Hextall described the messages to The Athletic as “Vile. Sexist. Misogynistic. And threatening.” There’s one moment in particular where it escalated.
Earlier this summer, Hextall spoke at a conference hosted by The Coaches Site and shared her experience in the industry. Near the end, she detailed one of the worst messages she has received, which came during the playoffs. According to Fitz-Gerald, it was not sent through social media but rather to her email through the website for her public speaking business.
“It said, ‘You live in Winnipeg. It wouldn’t be very hard to track you down,’” she recounted to the audience. After the individual threatened to assault Hextall, the person continued, “‘And when I’m done with you, I will then put a gun in your mouth and blow out your brains so no one has to hear you call a hockey game again.’”

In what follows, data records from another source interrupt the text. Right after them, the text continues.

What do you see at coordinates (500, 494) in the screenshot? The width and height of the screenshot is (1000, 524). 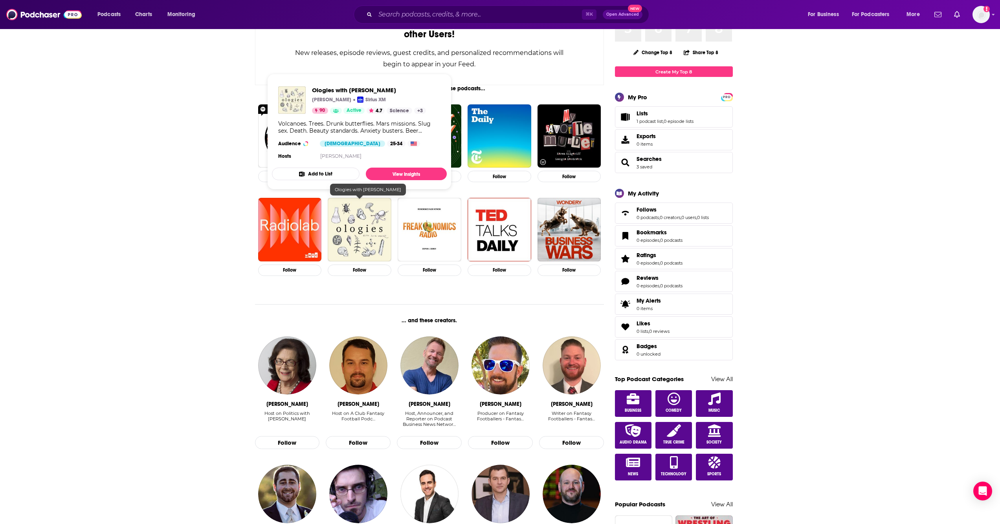 I see `img: Andy Martino` at bounding box center [500, 494].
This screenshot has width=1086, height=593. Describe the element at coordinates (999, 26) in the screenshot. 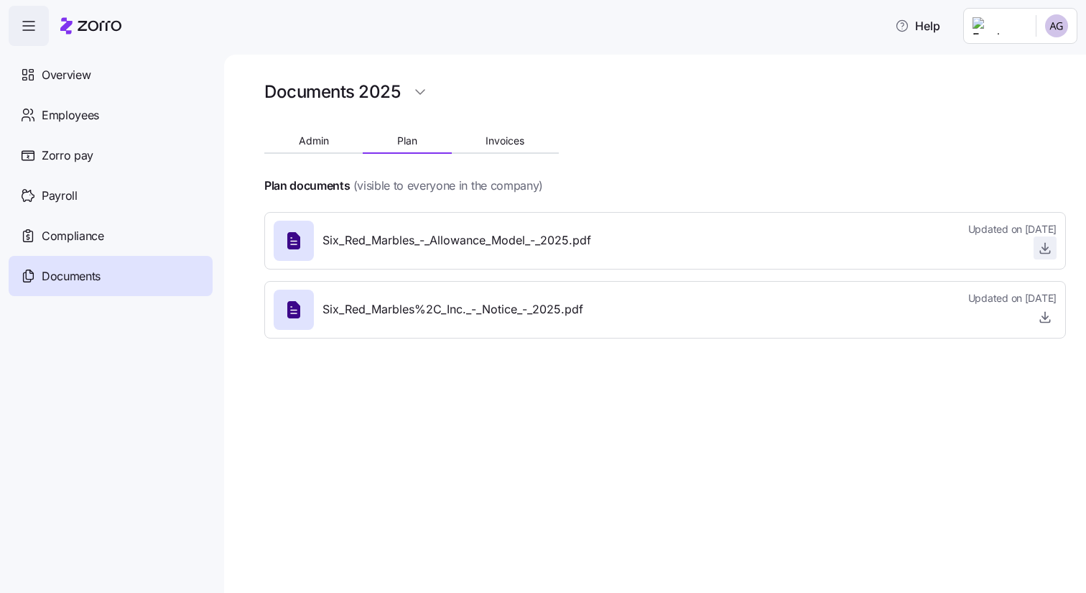

I see `img: Employer logo` at that location.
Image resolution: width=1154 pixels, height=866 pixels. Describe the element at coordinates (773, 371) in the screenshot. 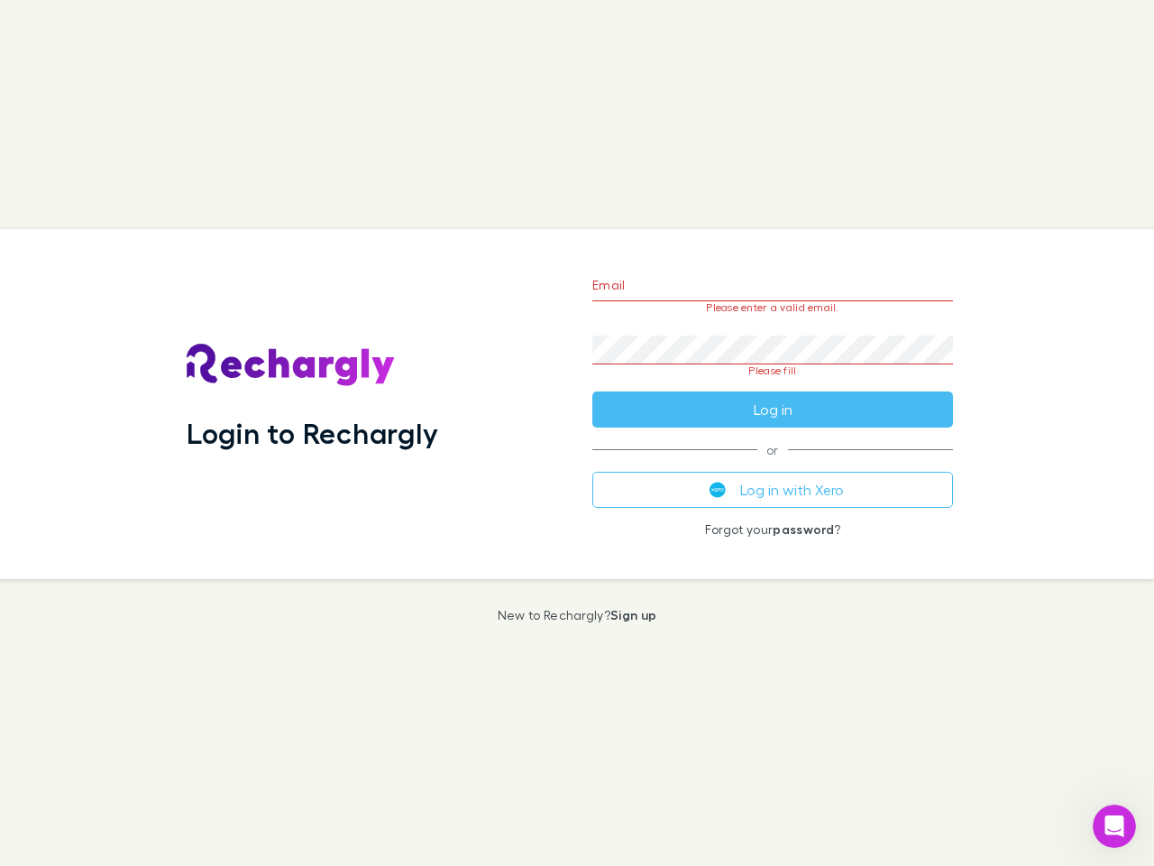

I see `p: Please fill` at that location.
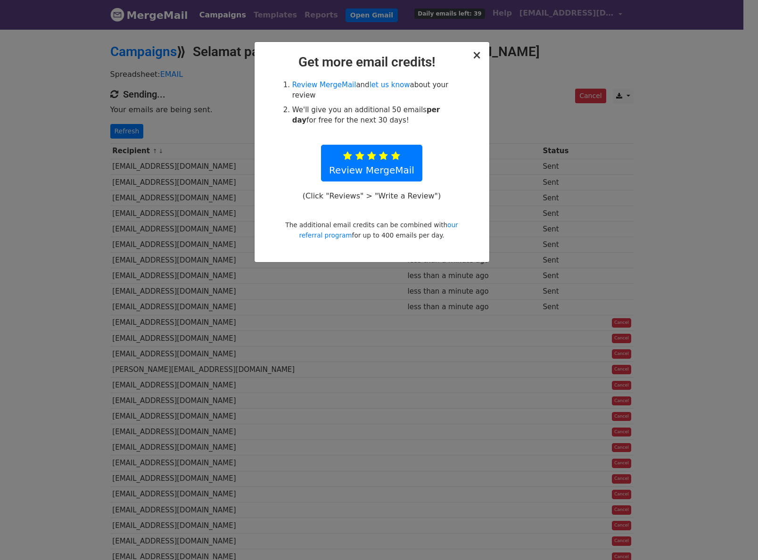 This screenshot has height=560, width=758. Describe the element at coordinates (372, 62) in the screenshot. I see `h2: Get more email credits!` at that location.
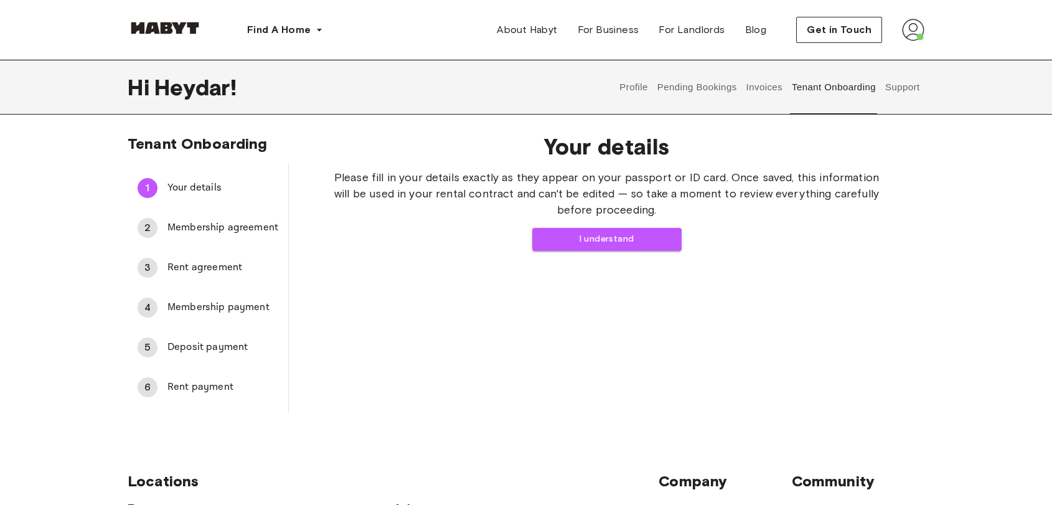 The height and width of the screenshot is (505, 1052). I want to click on div: 4, so click(147, 307).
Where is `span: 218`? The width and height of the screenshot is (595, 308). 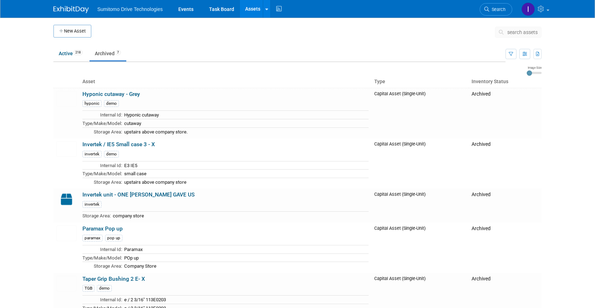
span: 218 is located at coordinates (78, 52).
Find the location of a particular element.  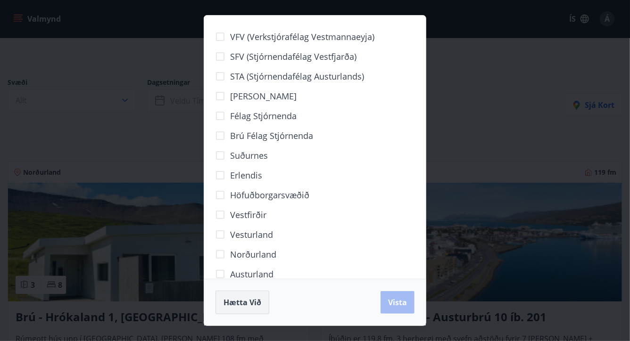

span: Erlendis is located at coordinates (246, 175).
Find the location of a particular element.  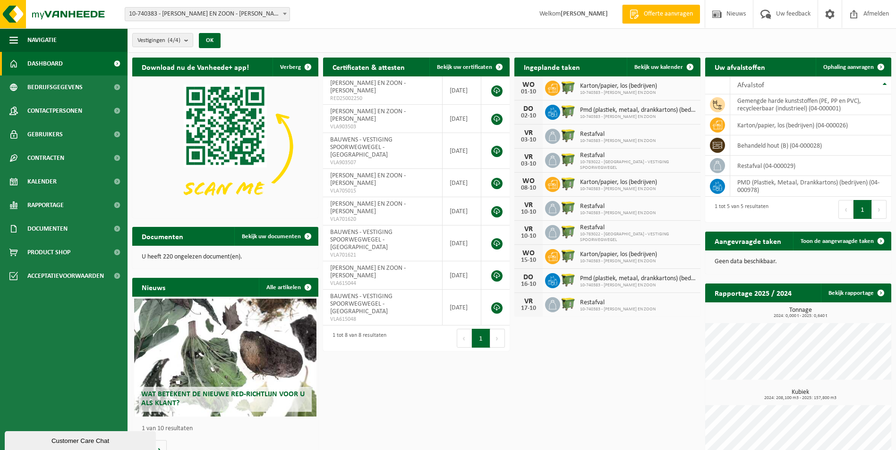

div: 08-10 is located at coordinates (528, 188).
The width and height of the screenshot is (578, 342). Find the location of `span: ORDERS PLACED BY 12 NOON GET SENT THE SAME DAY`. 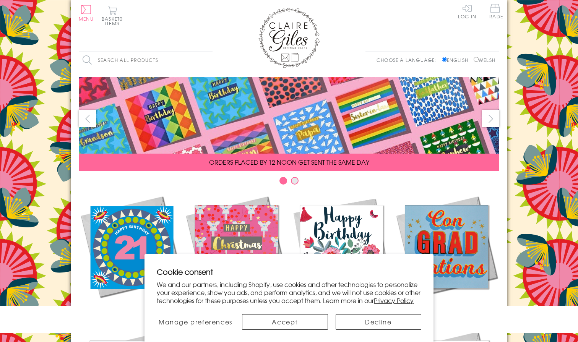

span: ORDERS PLACED BY 12 NOON GET SENT THE SAME DAY is located at coordinates (289, 162).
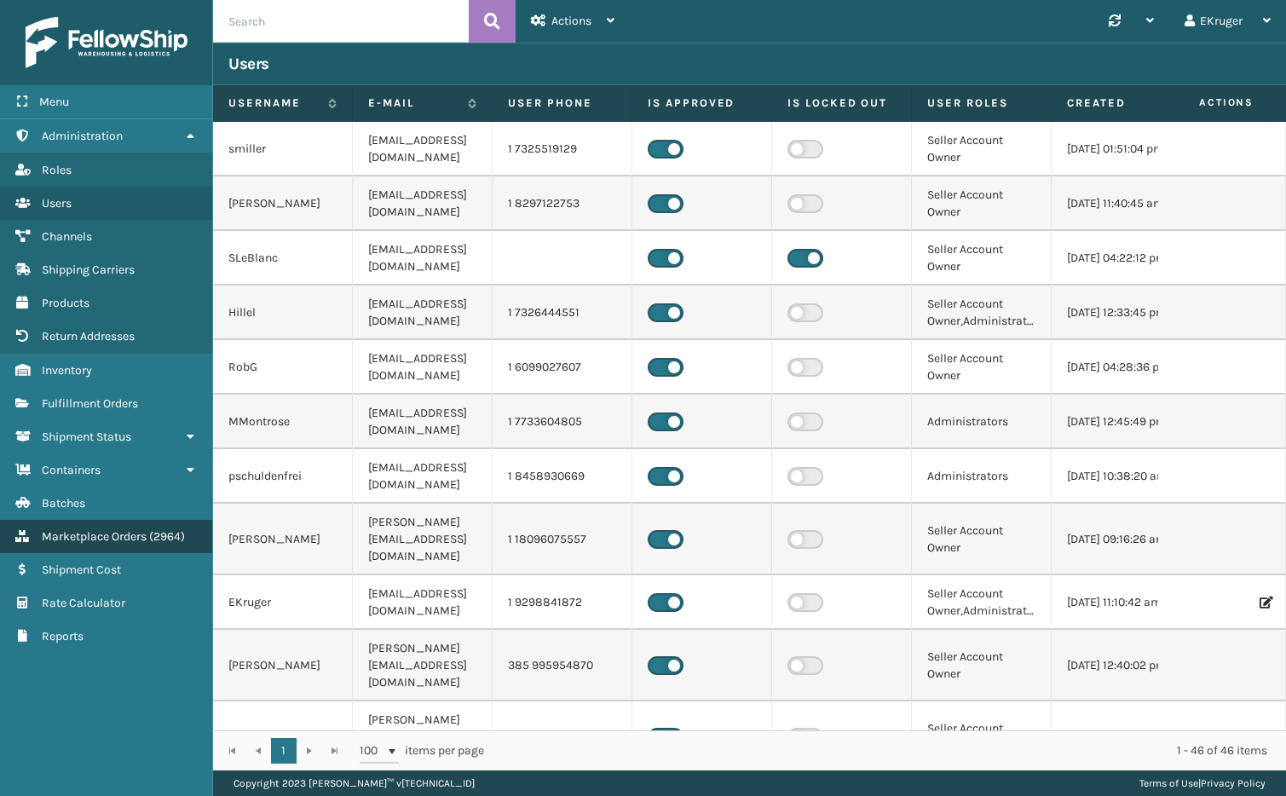 This screenshot has width=1286, height=796. Describe the element at coordinates (94, 536) in the screenshot. I see `span: Marketplace Orders` at that location.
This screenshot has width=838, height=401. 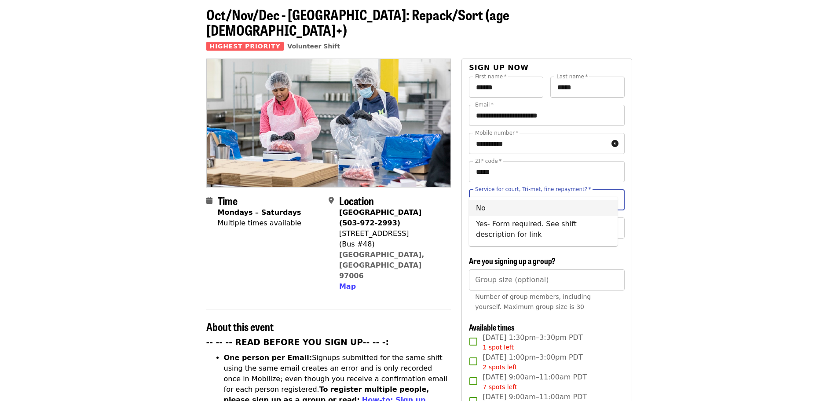 What do you see at coordinates (209, 200) in the screenshot?
I see `i: calendar icon` at bounding box center [209, 200].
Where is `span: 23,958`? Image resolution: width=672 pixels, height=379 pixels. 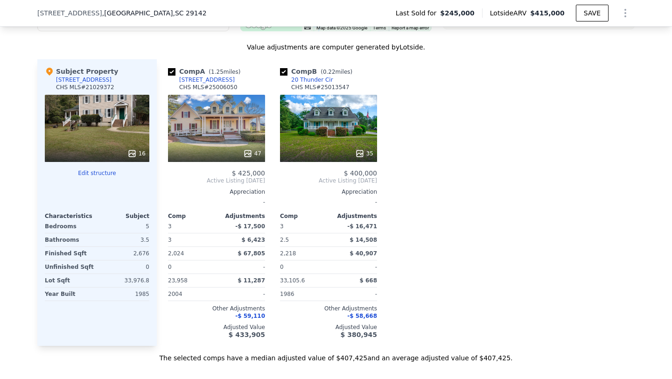
span: 23,958 is located at coordinates (178, 281).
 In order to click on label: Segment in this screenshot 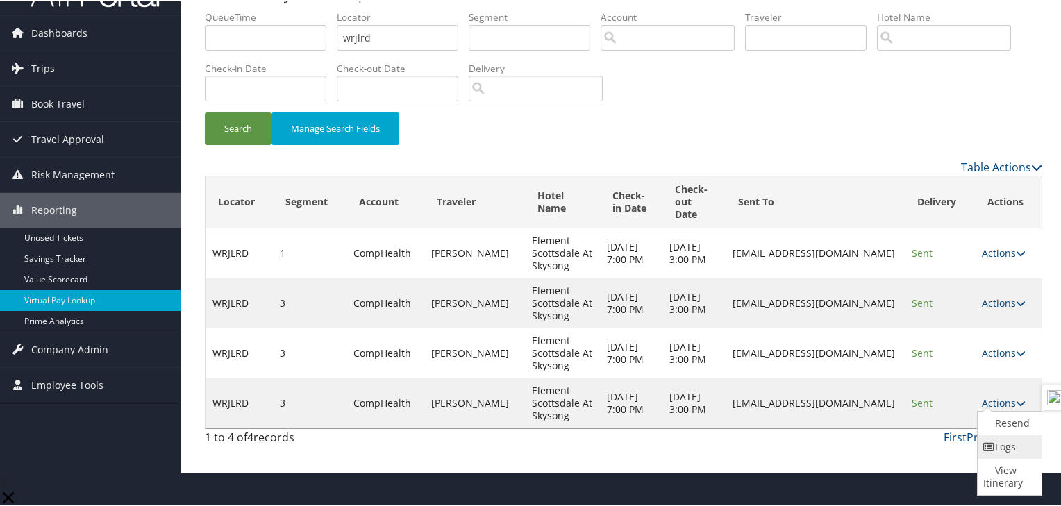, I will do `click(535, 16)`.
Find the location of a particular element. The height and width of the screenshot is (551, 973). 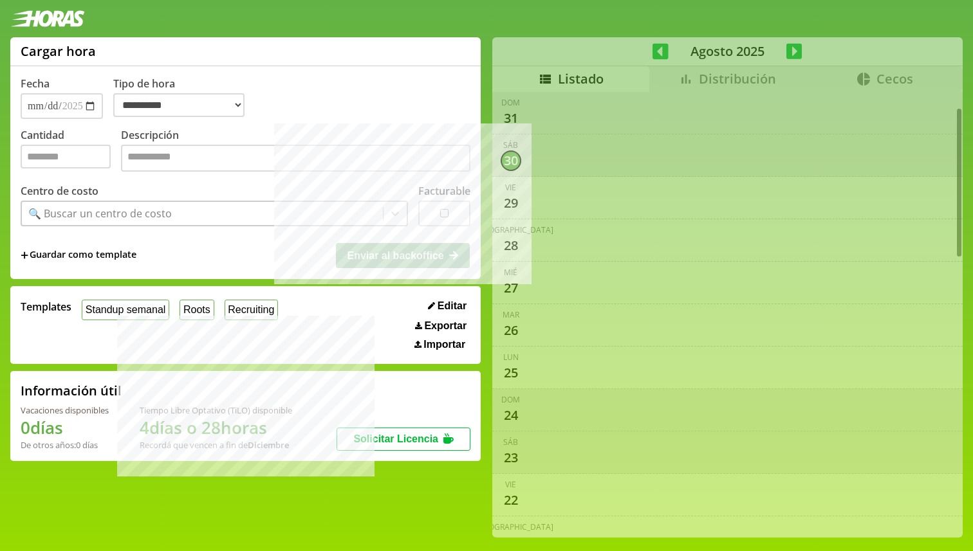

span: Templates is located at coordinates (46, 307).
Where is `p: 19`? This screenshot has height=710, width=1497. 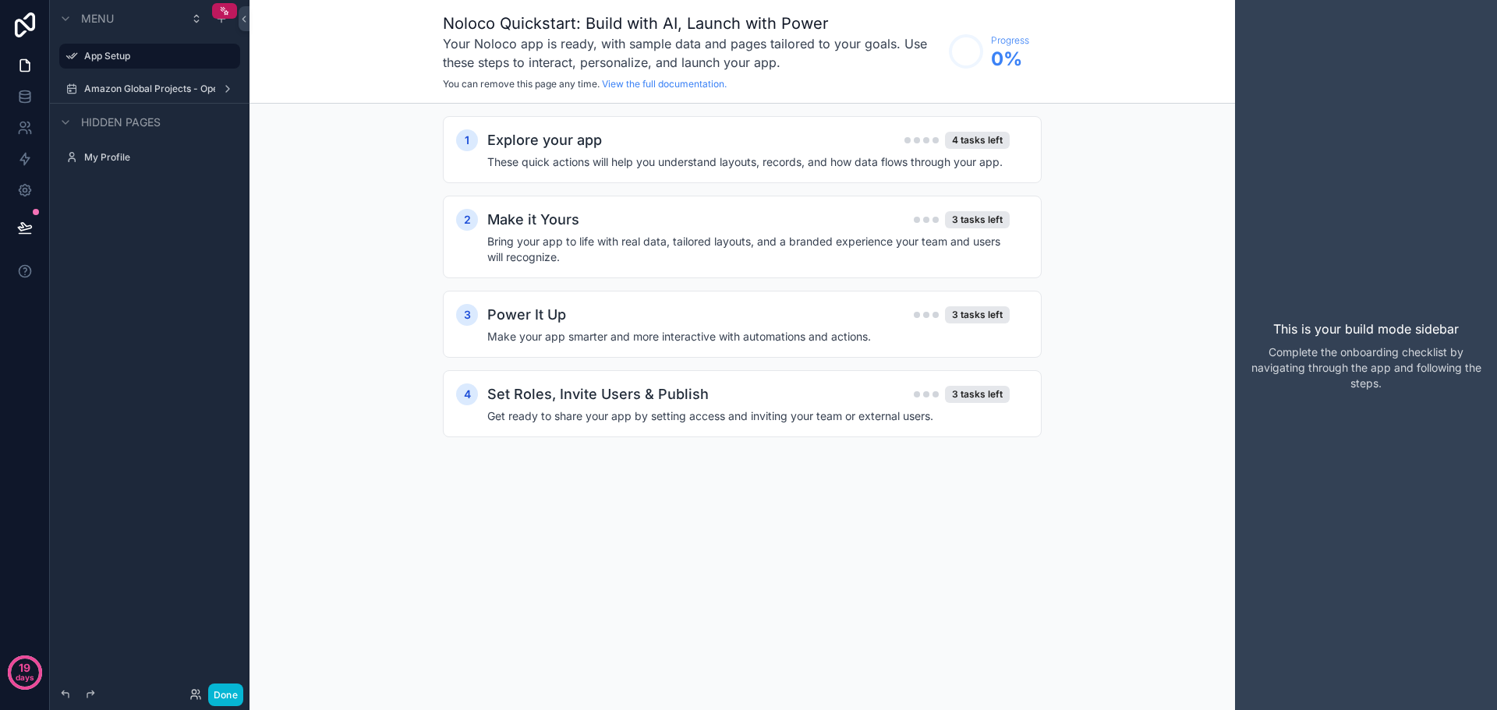 p: 19 is located at coordinates (24, 668).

Hextall said to the audience, “That’s not one time. I have a full folder.”
The broadcaster decided to delete the message rather than report the note to the police, showing only per sister.
Hextall said to Fitz-Gerald, “I love my job, and I love what I was doing, but it was very difficult this year. It wasn’t fun. It wasn’t showing up to the rink and feeling like I was working in a candy store, like it usually would when I cover hockey. … There was a lot of, more than anything, mental gymnastics to go through. There was a lot of criticism—not just within the social media audience, but also within the brethren of hockey—that I was not used to facing. And a lot of it seemed to stem from my gender.”